Go, Gary K. Wolfe!

The new issue of Locus arrived just before we left, so I spent some time reading reviews and commentary on the SF field over the weekend. It's actually a pretty good issue-- the retro-review of Isaac Asimov is interesting, and while the John Barnes interview doesn't ask the important question ("How can the same person write Mother of Storms and One for the Morning Glory?"), he says some interesting things about his other books. There's also a recommended reading list, that I'll probably comment on elsewhere.

I do want to mention, though, the review column by Gary K. Wolfe, in which he reads a stack of SF thrillers so you don't have to.
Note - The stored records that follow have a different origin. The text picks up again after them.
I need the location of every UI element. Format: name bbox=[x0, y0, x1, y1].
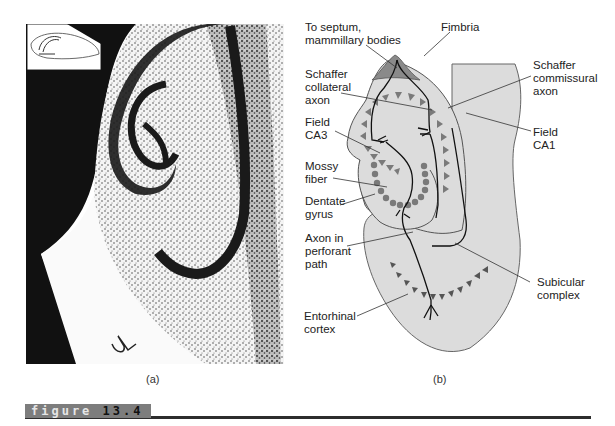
figure-word: figure bbox=[25, 404, 92, 418]
label-dentate-gyrus: Dentate gyrus bbox=[305, 195, 345, 221]
label-perforant-path: Axon in perforant path bbox=[305, 232, 351, 271]
label-schaffer-collateral: Schaffer collateral axon bbox=[305, 68, 351, 107]
label-field-ca3: Field CA3 bbox=[305, 116, 330, 142]
figure-number: 13.4 bbox=[103, 404, 144, 418]
label-septum: To septum, mammillary bodies bbox=[305, 21, 401, 47]
panel-b-caption: (b) bbox=[433, 373, 446, 385]
label-fimbria: Fimbria bbox=[441, 21, 479, 34]
caption-rule bbox=[151, 416, 591, 419]
label-schaffer-commissural: Schaffer commissural axon bbox=[533, 59, 598, 98]
label-mossy-fiber: Mossy fiber bbox=[305, 160, 338, 186]
label-subicular-complex: Subicular complex bbox=[537, 276, 585, 302]
figure-number-banner: figure 13.4 bbox=[25, 404, 151, 419]
label-field-ca1: Field CA1 bbox=[533, 126, 558, 152]
label-entorhinal-cortex: Entorhinal cortex bbox=[304, 310, 356, 336]
caption-rule-under-banner bbox=[25, 418, 151, 419]
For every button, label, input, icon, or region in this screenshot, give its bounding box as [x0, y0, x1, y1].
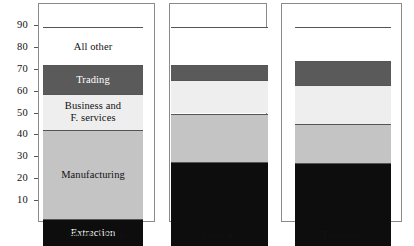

In particular, he comments on Kim Stanley Robinson's forthcoming Sixty Days and Counting:

Part of the problem, of course, is Robinson's own fault: one of his main flaws as a writer of political thrillers is that he's not nuts.

Orson Scott Card's Empire:

Card, at least in this novel, seems to draw his ideas of setting from Mapquest and of characterization from Mattel action figures... Since nearly all the best lines are given to the more right-wing figures, the overall effect is almost as if Ann Coulter had taken over a story conference for the TV series 24.

and (briefly) Michael Crichton:

[O]ne reason for taking note here of Michael Crichton's recent awful-warning novel Next is that it gives me the opportunity to point out how comparatively moderate, reasonable, and temperate Orson Scott Card seems.

I love it when reviewers get cranky.